The bed-chamber was not very large, and the furniture was heavy and old-fashioned. But evidences of Magdalen’s natural taste and refinement were visible everywhere, in the little embellishments that graced and enlivened the aspect of the room. The perfume of dried rose-leaves hung fra grant on the cool air. Mrs. Lecount sniffed the perfume with a disparaging frown and threw the window up to its full height. “Pah!” she said, with a shudder of virtuous disgust, “the atmosphere of deceit!”

She seated herself near the window. The wardrobe stood against the wall opposite, and the bed was at the side of the room on her right hand. “Open the wardrobe, Mr. Noel,” she said. “I don’t go near it. I touch nothing in it myself. Take out the dresses with your own hand and put them on the bed. Take them out one by one until I tell you to stop.”
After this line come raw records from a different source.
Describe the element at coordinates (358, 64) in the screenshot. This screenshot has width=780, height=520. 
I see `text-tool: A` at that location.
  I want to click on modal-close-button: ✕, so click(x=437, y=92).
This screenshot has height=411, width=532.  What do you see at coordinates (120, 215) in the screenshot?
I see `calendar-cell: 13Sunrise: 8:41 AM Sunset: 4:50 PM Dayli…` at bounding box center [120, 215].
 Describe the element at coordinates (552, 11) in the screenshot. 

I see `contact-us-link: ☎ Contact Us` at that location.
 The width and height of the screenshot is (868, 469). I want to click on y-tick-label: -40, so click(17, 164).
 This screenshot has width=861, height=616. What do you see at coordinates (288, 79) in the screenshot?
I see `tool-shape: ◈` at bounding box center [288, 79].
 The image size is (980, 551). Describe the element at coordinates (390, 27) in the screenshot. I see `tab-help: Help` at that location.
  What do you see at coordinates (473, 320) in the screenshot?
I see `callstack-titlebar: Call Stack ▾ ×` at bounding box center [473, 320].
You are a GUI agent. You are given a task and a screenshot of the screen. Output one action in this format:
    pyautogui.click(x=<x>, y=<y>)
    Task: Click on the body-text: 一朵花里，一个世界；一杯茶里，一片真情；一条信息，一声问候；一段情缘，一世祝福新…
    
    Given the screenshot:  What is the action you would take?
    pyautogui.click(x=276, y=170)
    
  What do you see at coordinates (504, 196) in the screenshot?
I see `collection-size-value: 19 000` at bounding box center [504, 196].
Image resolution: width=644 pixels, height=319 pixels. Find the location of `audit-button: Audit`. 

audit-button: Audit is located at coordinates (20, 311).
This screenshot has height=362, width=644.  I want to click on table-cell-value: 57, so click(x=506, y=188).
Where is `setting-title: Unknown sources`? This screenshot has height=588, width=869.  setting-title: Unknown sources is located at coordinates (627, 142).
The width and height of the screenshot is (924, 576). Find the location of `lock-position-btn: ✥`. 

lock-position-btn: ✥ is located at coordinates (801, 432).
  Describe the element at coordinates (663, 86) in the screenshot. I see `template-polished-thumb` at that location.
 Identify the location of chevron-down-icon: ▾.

He obeyed her. “I’ll do it as well as I can,” he said. “My hands are cold, and my head feels half asleep.”

The dresses to be removed were not many, for Magdalen had taken some of them away with her. After he had put two dresses on the bed, he was obliged to search in the inner recesses of the wardrobe before he could find a third. When he produced it, Mrs. Lecount made a sign to him to stop. The end was reached already; he had found the brown Alpaca dress.

“Lay it out on the bed, sir,” said Mrs. Lecount. “You will see a double flounce running round the bottom of it. Lift up the outer flounce, and pass the inner one through your fingers, inch by inch. If you come to a place where there is a morsel of the stuff missing, stop and look up at me.”

He passed the flounce slowly through his fingers for a minute or more, then stopped and looked up. Mrs. Lecount produced her pocket-book and opened it.

“Every word I now speak, sir, is of serious consequence to you and to me,” she said. “Listen with your closest attention. When the woman calling herself Miss Garth came to see us in Vauxhall Walk, I knelt down behind the chair in which she was sitting and I cut a morsel of stuff from the dress she wore, which might help me to know that dress if I ever saw it again. I did this while the woman’s whole attention was absorbed in talking to you. The morsel of stuff has been kept in my pocketbook from that time to this. See for yourself, Mr. Noel, if it fits the gap in that dress which your own hands have just taken from your wife’s wardrobe.”

She rose and handed him the fragment of stuff across the bed. He put it into the vacant space in the flounce as well as his trembling fingers would let him.